San Antonio Thursday 26 November 2015: The trip south from San Antonio was to witness first hand the location of the Eagle Ford Shale play, one of the big oil bonanzas that largely saved the US from tipping into deep recession post 2008. By mid 2014 oil prices had shot up to over $100 a barrel. But the oil shale success flared too brightly. Along with expanded output in Russia, Saudi Arabia and other Middle East states, the slow down in China, and an expected increase in oil from Iran from the nuclear deal, prices are hovering around $40 a barrel, below 2009 levels.
We drive for an hour to Atascosa County with its newly minted mining towns. A steel sign proclaims ‘Peace, Love and Oil’, yards are full of pipes and other equipment lying idle. There’s a fear these could soon become brand new ghost towns.
Every half mile or so across the scrubby mesquite country to the horizon are pairs of pump jacks endlessly doing their slow up and down dance. Offroad, through locked gates we arrive to recent earthworks hosting a pair of the new pumps. A smell of sulphur is in the air.
Murphy Exploration has reportedly put some $26 million into this site alone, on roads, drilling and related infrastructure, and has 500 others to maintain just like it. Each installation pumps perhaps 300 barrels a day, and there are dozens of oil companies of similar scale to this.
Asked about the low price of oil, Marcel, a Canadian staffer for Murphy, says its not the case they are hurting; they’re being killed, he says. Once the wells are down and producing the investment is sunk, so to speak, with supply contracts to be kept to, no matter what.
Land owners are faring no better. Monthly royalty cheques have plummeted to less than a quarter of what they were earlier this year.
Global stockpiles are exacerbating the situation. One report notes 40 tankers are lined up off the Texas coast waiting to unload crude from Africa and the Middle East not wanted in their traditional Asian markets. Similar scenes are reported playing out off Singapore, China and in the Persian Gulf. The global stockpile of three billion barrels of crude is equivalent to about a month of world wide oil production.
The International Energy Agency said a week ago that the stockpile represents a “massive cushion” and “an unprecedented buffer against geopolitical shocks or unexpected supply disruptions.” US crude oil stocks are nearly a third higher than a year ago.
Combined with the stockpiles, the IEA report says the world’s sluggish economic outlook would slow demand for oil further to 1.2 million barrels a day next year after reaching a five year high of 1.8 million barrels a day in 2015.
Not surprisingly oil drillers in Texas and elsewhere have been laying off staff, decommissioning their rigs, and finding innovative ways to wait out the low prices. The IEA says they will last for the next five years.
All of this erstwhile gloom spells ongoing bright news for consumers. The drop in the oil price is largely responsible for the low inflation economic environment around the world and has helped keep interest rates near zero here and in many other developed countries. While this scenario lasts, inflation is dead in the water, and interest rates will remain low, points made by central bank governors here and in other countries.
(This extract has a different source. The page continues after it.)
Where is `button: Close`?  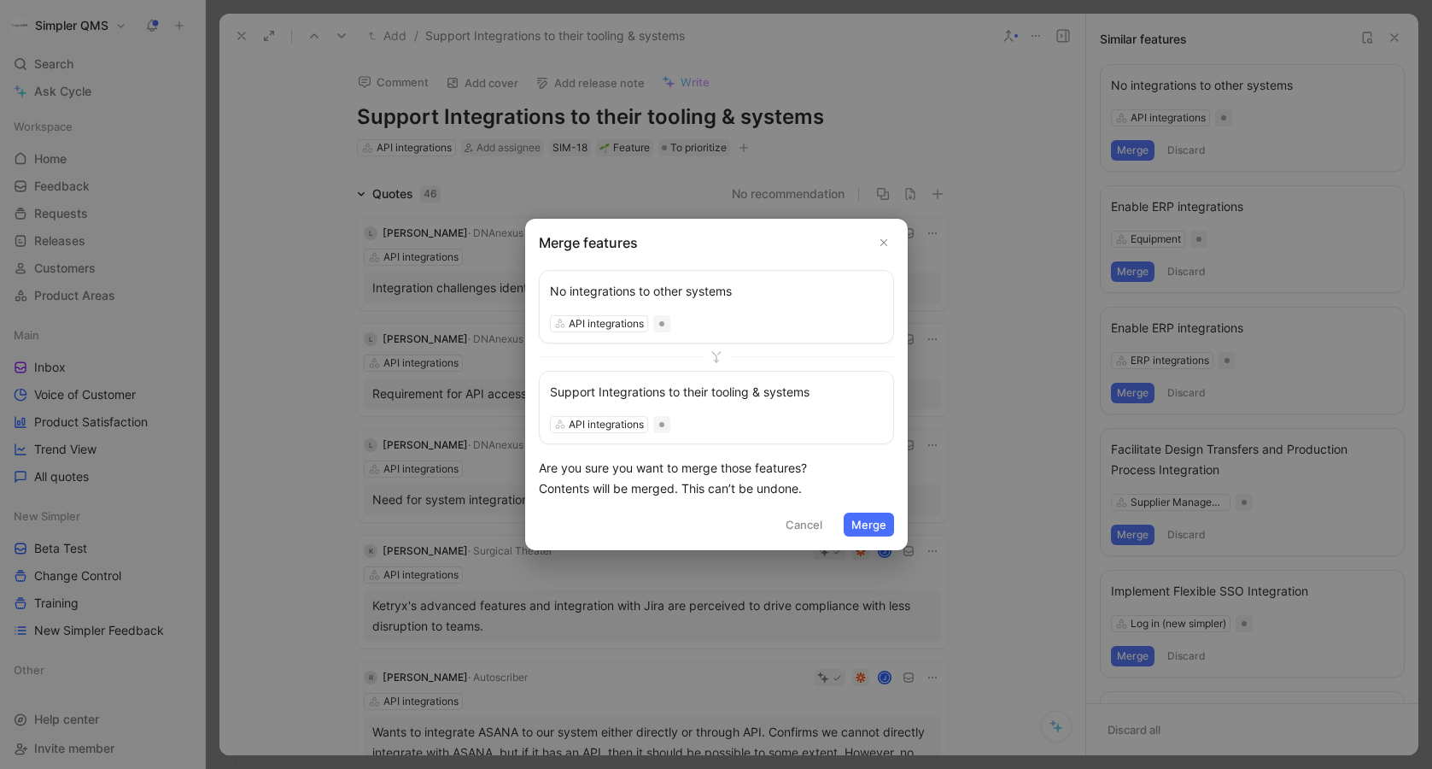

But any move that could lead to a significant rebound in the price of oil would impact rapidly in other markets, and the news just in is that Saudi Arabia is ready at last to reduce production and work with its OPEC partners to revive the oil price. For the past two years the Saudis have produced excess oil to try and undermine US based oil production. And excess US oil production has led to calls for the ban on its export to be lifted.
OPEC meets on Thursday, December 4th to discuss output levels.